Energy & Health

When Your Energy Runs Out Halfway Through Bedtime

There is a special type of exhaustion that only occurs when a child asks for one more story and you have already given everything.

There is a specific type of exhaustion that only occurs when a child asks for one more story and you have already given everything.

It is not the same as ordinary tiredness. Ordinary tiredness is the kind that responds to sitting down, to a cup of tea, to five minutes with nothing required of you. The bedtime exhaustion is different. It arrives at precisely the moment when the one thing standing between you and the first unobserved moment of the day is one more request from a small person who is operating with the energy of someone who has not been working since 8am and carrying two projects simultaneously.

Ellie's current record is four requests after lights out: water, different covers, a question about whether penguins sleep standing up, and the information — delivered solemnly and with the gravity of something long considered — that her sock was uncomfortable. This was on a Thursday. I had a deadline that day. My Body Battery was 31.

I did not handle it with perfect equanimity.


What the 7pm wall actually is

The 7pm wall — or whenever your version of bedtime lands — is the collision of two trajectories.

The first trajectory is the child's, which has been building toward chaos since approximately 4pm. The post-nursery period is a known quantity in our house: hungry, emotional, physically demanding, resistant to all transitions. By 7pm they have been fed, bathed, and are in the final negotiating stages of being unconscious.

The second trajectory is mine, which has been declining since approximately 2pm. The morning hours are when I do my best work. By 2pm I am running on momentum and caffeine. By 4pm I am running on momentum alone. By the time I am sitting on a bedroom floor reading about penguins at 7:15pm, I am running on something closer to love and obligation than any physiological resource.

The collision of these two trajectories is the bedtime wall. It is structural, it is predictable, and it is not improved by being surprised by it every time.


What actually helps

Splitting the routine. Claire does the bath. I do the stories and the settling. This division means that neither of us is carrying the full bedtime sequence every night, and the person doing stories has at least one person-specific task rather than the whole thing. When the routine is split, the wall is lower.

The floor-sitting rule. I sit on the floor rather than standing over the bed. This sounds trivial. What it does is remove the physical posture of impatience — the standing-ready-to-leave — and replace it with something that communicates staying. When I sit on the floor, I settle. The child registers this. The settling feeds back. The requests sometimes reduce.

Iron and B12 — again. I know I keep saying this. Get your bloods done. I was deficient in both when Ellie was small and the specific quality of the 7pm wall during that period was different from its current version. Lower. Harder to climb. If your exhaustion is the kind that sleep doesn't touch, this is worth investigating before anything else.

The permission to do it imperfectly. On the worst nights — the 31-Body-Battery nights, the deadline-Thursday nights — the stories are shorter, the settling takes what it takes, and I am not the most present version of myself. This is allowed. The child does not need a perfect parent at bedtime. The child needs a present one, and present at 60% is different from absent.


The honest confession

There have been nights where I have sat outside a bedroom door for three minutes doing nothing, not for any strategic reason but because I needed three minutes of not being inside the room where the requests were happening. These three minutes are not in any parenting book. They are also extremely useful.

The children do not know about the three-minute rule. They believe I am getting the water. I am not getting the water. I am sitting on the landing being a person who needs a small amount of silence before he can return to being a father who is patient about penguin questions.

This is not a failure. This is resource management.


The thing about bedtime

Bedtime is, despite everything I have just written, one of the parts I will miss most.

I know this in the way that parents of older children keep telling me things I currently can't fully believe: it goes fast, enjoy the age they're at, you'll miss this. I receive this information and file it under "plausible but not actionable at 31-Body-Battery-on-a-Thursday."

But underneath the exhaustion — on the floor, with a child who has stopped asking for things and is lying still with their eyes going heavy — there is something I can only describe as the specific weight of being needed, which is a thing I would not have been able to name before Ellie was born. It is not comfortable, exactly. But it is substantial. It is the weight of mattering in a completely immediate and non-abstract way.

When the last request has been answered and the breathing has changed and the room is quiet, I sit for another minute.

I am not getting the water. I am just staying.

MW
Marcus Webb

Software engineer, freelancer, and accidental dad-blogger based in the suburbs. Became a father at 43, currently operating on moderate coffee and unreasonable optimism. Writing honestly about the questions no one warns you about.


What is being asked:
Return all lines of the records that contain the word "image".

........

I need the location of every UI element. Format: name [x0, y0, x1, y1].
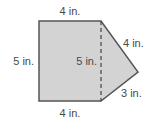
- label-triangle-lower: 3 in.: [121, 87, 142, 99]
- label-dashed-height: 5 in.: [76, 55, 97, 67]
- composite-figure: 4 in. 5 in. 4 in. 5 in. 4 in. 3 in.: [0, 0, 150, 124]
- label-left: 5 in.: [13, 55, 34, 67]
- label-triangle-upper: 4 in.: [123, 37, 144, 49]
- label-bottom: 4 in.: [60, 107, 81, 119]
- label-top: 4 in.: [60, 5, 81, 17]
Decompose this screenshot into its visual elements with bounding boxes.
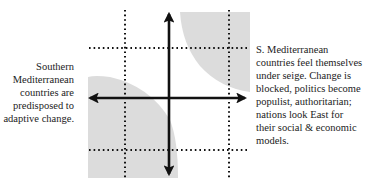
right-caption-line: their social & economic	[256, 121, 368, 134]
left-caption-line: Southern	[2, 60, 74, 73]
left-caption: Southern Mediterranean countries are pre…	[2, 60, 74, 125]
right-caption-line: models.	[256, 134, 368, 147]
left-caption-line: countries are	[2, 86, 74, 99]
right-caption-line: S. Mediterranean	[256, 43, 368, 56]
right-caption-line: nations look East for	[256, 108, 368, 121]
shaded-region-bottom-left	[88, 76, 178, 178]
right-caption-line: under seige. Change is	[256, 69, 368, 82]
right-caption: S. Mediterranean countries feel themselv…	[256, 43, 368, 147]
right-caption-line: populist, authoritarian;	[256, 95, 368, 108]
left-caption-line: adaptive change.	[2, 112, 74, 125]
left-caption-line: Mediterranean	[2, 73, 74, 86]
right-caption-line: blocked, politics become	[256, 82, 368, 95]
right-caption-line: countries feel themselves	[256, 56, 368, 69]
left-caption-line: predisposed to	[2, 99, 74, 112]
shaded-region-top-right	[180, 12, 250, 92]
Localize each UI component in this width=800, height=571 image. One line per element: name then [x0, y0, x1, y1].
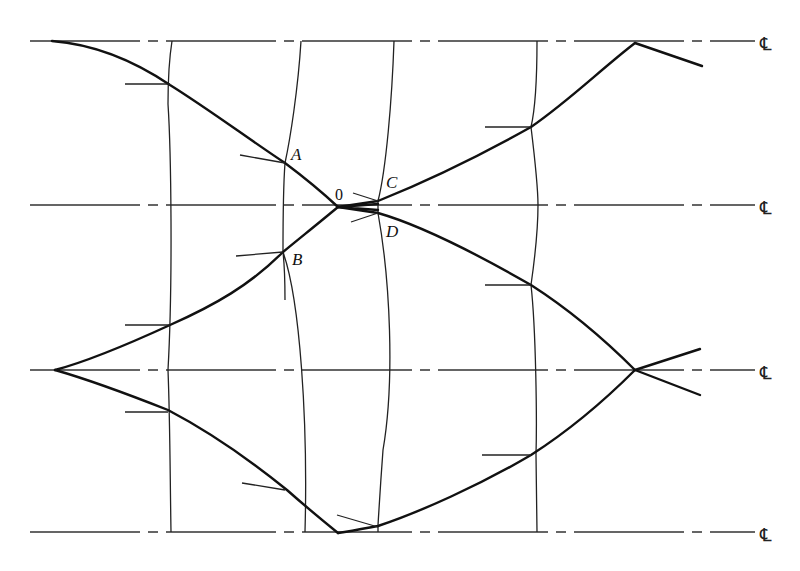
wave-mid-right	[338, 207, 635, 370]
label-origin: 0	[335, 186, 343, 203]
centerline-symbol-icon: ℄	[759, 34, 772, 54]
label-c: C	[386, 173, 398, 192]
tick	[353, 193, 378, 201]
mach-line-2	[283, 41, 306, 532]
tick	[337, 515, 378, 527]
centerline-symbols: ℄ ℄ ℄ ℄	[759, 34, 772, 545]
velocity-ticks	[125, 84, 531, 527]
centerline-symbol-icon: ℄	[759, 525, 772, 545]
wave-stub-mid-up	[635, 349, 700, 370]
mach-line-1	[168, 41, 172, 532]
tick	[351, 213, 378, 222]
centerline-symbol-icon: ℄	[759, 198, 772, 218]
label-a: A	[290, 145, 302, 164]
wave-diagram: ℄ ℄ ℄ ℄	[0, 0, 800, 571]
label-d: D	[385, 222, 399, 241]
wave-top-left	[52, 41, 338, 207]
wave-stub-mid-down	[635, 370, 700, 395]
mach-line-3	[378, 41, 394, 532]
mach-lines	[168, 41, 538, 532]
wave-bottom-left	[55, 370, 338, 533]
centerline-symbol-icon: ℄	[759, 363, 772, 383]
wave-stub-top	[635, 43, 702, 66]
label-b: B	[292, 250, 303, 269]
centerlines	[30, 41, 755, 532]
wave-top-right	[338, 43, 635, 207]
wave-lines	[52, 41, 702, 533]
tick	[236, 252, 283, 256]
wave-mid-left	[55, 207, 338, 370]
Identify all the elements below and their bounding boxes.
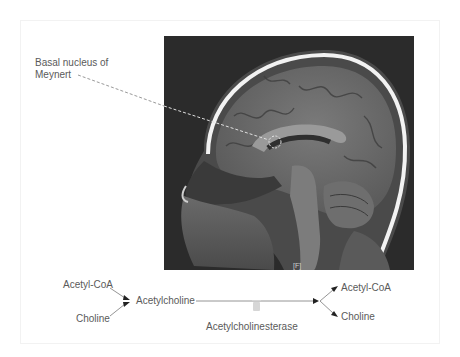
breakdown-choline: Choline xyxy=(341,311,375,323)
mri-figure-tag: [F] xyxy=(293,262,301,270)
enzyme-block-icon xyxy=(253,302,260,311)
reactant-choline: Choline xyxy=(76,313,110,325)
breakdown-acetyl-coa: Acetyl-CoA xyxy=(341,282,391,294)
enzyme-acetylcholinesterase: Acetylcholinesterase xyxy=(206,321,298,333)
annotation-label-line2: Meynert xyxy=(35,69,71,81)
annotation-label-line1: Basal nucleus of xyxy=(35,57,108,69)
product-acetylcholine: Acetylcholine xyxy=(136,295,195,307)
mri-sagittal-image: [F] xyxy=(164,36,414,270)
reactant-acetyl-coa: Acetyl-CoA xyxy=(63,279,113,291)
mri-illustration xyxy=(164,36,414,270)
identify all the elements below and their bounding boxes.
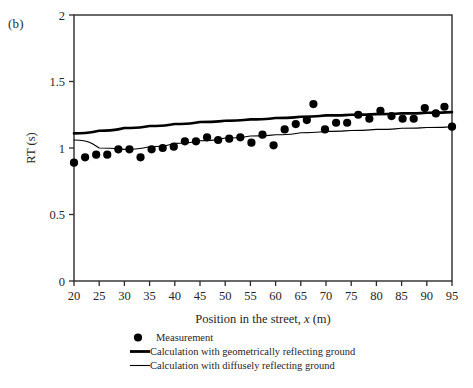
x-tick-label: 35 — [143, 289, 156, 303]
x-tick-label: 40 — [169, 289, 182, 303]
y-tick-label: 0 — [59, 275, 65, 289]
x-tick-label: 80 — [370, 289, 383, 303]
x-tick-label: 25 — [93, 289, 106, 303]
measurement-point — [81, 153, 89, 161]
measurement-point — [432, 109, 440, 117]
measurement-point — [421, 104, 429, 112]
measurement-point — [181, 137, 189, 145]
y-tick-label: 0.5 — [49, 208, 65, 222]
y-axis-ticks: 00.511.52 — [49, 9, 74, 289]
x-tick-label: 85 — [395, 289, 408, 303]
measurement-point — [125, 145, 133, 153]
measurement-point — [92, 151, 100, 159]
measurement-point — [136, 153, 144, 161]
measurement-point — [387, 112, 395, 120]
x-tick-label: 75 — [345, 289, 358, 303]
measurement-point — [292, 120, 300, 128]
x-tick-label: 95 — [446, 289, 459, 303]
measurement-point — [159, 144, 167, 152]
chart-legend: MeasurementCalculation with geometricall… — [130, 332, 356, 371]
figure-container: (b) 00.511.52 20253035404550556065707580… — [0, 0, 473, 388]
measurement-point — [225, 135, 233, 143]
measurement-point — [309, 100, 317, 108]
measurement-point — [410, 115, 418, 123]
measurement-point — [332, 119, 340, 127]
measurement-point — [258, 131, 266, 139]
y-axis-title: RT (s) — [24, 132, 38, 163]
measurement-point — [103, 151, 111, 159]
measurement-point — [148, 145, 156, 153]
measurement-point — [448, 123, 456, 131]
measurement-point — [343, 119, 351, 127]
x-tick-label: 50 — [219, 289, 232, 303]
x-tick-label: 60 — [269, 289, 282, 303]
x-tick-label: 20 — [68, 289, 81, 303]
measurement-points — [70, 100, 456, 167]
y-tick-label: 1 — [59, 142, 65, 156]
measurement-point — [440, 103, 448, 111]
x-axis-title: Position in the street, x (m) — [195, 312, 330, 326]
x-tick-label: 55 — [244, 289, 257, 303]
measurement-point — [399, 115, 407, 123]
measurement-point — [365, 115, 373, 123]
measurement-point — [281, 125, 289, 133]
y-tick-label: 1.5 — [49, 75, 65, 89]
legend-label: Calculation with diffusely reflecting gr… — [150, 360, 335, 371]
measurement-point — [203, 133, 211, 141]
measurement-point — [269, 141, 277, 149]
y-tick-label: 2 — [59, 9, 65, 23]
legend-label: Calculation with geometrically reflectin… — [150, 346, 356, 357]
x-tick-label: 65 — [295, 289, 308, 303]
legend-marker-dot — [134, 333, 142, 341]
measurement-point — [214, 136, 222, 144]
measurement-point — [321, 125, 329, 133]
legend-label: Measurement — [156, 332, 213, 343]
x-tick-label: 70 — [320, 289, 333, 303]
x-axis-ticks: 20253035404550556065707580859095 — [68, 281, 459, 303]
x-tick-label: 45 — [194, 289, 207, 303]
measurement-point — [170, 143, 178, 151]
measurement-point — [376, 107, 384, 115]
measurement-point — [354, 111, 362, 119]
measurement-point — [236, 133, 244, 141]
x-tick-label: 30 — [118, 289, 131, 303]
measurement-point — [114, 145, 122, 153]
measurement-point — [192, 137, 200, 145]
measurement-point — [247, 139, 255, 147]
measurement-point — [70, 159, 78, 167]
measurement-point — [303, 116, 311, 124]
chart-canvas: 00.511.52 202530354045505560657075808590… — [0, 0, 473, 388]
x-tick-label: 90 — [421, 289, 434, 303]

........

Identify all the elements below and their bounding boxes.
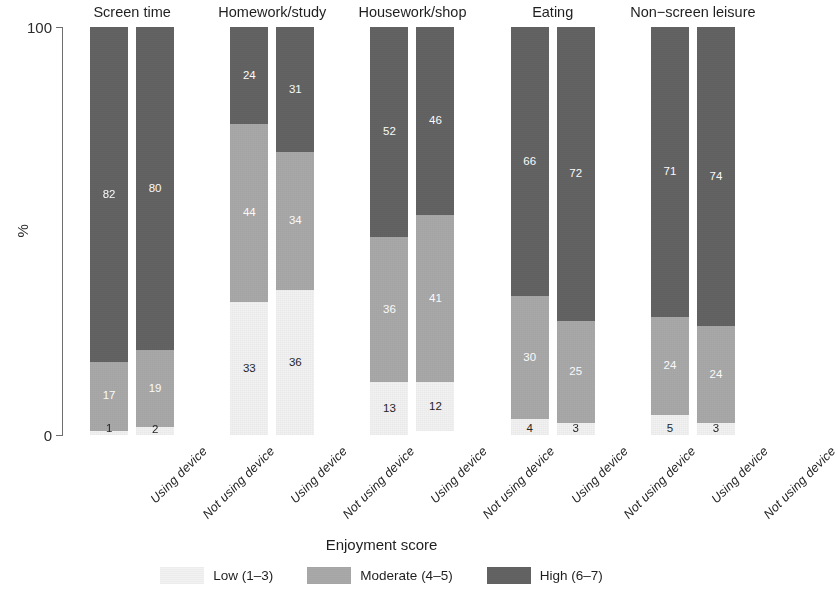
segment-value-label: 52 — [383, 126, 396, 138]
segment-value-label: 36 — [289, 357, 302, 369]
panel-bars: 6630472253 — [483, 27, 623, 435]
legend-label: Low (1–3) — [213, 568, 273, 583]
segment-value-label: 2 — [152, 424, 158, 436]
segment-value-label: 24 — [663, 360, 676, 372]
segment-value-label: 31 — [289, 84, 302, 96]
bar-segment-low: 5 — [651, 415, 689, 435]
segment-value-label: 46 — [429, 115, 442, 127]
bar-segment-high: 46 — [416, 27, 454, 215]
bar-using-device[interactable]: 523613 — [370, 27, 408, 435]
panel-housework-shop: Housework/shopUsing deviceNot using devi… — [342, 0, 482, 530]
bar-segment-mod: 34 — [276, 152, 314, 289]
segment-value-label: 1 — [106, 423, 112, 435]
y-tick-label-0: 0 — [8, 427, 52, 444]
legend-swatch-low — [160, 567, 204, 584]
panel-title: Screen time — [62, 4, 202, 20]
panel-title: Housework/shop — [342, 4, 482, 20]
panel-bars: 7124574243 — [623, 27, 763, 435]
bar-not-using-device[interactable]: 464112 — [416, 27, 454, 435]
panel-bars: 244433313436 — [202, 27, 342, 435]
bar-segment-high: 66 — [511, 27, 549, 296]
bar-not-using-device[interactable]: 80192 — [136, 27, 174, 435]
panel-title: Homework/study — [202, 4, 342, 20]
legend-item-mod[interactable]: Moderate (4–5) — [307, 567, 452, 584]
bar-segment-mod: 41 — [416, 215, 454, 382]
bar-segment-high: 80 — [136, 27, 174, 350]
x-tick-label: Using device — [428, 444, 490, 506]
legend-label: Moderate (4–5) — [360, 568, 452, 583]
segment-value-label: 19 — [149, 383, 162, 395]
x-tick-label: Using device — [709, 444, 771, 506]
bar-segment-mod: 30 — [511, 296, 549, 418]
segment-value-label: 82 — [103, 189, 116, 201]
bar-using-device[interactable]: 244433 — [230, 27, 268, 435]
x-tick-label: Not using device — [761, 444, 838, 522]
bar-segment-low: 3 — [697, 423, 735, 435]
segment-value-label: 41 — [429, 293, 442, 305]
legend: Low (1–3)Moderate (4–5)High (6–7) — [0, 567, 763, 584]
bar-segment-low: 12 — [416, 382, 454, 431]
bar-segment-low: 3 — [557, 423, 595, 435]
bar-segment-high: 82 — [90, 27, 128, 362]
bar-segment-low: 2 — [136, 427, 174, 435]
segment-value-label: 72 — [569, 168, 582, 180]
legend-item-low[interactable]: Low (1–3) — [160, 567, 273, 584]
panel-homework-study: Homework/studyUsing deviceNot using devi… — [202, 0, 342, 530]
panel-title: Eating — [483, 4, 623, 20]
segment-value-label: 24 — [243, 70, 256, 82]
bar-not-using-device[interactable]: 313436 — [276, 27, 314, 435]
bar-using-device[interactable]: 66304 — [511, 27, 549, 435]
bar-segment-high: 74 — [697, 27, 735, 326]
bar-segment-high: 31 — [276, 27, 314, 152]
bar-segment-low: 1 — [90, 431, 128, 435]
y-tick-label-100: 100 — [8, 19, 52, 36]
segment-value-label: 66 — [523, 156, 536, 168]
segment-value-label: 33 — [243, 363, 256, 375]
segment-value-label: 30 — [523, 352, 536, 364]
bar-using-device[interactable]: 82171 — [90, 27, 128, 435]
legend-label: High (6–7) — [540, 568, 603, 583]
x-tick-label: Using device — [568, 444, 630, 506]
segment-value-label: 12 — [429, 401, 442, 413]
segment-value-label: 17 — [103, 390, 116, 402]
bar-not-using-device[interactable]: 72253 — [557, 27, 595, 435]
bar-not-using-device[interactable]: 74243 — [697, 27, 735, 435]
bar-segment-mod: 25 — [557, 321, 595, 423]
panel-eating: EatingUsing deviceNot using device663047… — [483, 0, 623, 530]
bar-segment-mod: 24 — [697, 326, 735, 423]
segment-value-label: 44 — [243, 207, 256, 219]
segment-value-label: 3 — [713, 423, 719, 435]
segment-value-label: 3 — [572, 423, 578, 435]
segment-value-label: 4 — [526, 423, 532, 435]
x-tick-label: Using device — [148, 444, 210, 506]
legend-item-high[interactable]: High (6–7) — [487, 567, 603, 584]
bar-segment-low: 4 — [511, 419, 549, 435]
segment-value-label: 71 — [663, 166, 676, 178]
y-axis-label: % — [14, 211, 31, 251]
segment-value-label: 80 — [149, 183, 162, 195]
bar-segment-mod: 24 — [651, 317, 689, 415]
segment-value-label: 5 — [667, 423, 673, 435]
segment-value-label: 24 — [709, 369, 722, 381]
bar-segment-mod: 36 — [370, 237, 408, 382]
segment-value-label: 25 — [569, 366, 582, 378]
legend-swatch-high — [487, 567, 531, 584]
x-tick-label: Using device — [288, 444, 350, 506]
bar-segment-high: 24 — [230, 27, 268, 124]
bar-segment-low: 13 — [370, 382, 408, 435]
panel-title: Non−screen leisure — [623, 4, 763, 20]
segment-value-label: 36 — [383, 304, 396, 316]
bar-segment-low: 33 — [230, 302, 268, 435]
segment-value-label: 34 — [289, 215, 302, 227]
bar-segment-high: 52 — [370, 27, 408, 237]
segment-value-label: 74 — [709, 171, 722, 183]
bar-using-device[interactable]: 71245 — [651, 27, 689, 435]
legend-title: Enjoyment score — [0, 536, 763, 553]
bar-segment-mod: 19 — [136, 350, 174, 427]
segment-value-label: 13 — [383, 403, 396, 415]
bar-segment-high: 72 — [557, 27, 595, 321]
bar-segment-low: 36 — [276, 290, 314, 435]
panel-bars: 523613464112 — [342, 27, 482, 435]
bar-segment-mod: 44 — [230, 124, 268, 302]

........

Answer below:
Localize each UI component in this width=800, height=571 image. One line per element: name then [x0, y0, x1, y1].
mri-sagittal-image: [F] xyxy=(164,36,414,270)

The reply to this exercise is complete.